Related Species.Prunus virginiana of Linné and Marshall (Prunus obovata, Bigelow; Cerasus virginiana, De Candolle; Prunus demissa, Walters), Choke cherry. Common in the United States and Canada, and, according to Prof. Sargent, "the most widely distributed of any American species of tree" (Prof. E. S. Bastin, Amer. Jour. Pharm., 1895, p. 595). A small shrub, sometimes arborescent, usually from 6 to 10 feet high, having thin, oval, or obovate, sharply-serrate leaves, terminating in an abrupt point. The flowers are white, and borne in short, dense racemes. The fruit is a red, or purplish-red, bitterish, and exceedingly astringent berry. The latter is often employed, in combination with cider, in domestic medication.

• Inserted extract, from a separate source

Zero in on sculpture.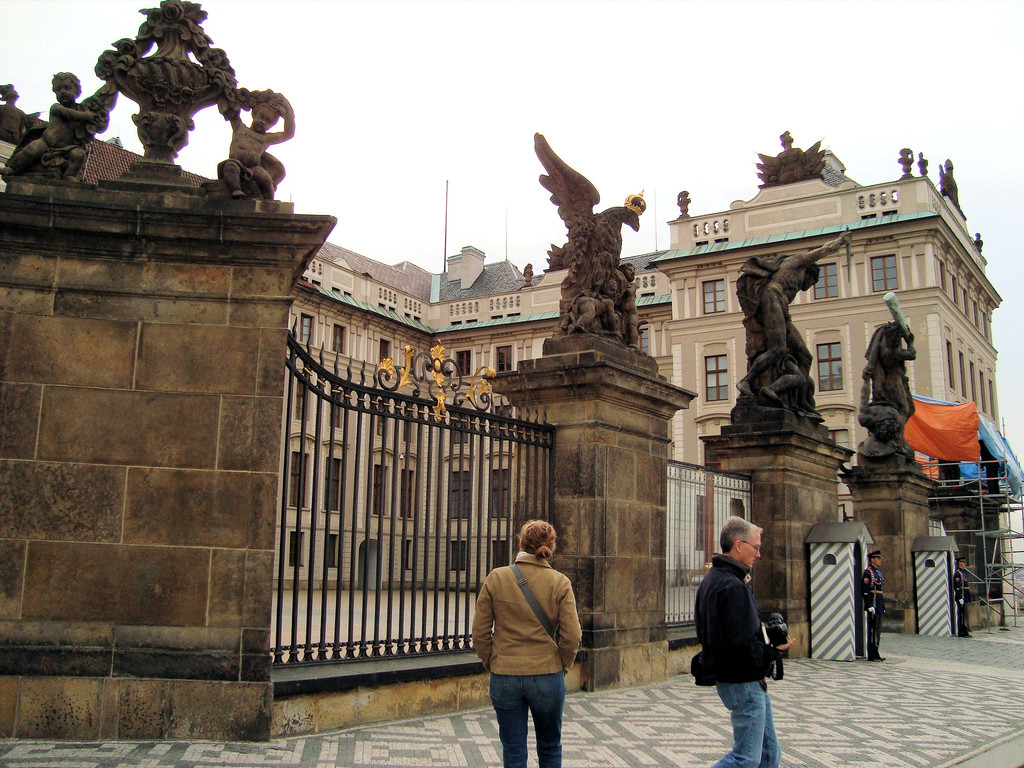
Zeroed in: 728, 235, 849, 432.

Related Preparation.Elixir Pinus Compositus. This is a cough mixture, representing the combined virtues of white pine (fresh bark), balm of gilead buds, spikenard, cherry bark, ipecac, sanguinarine nitrate, chloroform, morphine acetate, and ammonium chloride. It is an excellent preparation, was introduced under this name, and is prepared only by the Wm. S. Merrell Chemical Co., of Cincinnati, O.

The dried and powdered alcoholic extract known as the "concentration," "prunin," or "cerasin," prepared from both wild cherry and choke cherry, is an inefficient agent, seldom now used.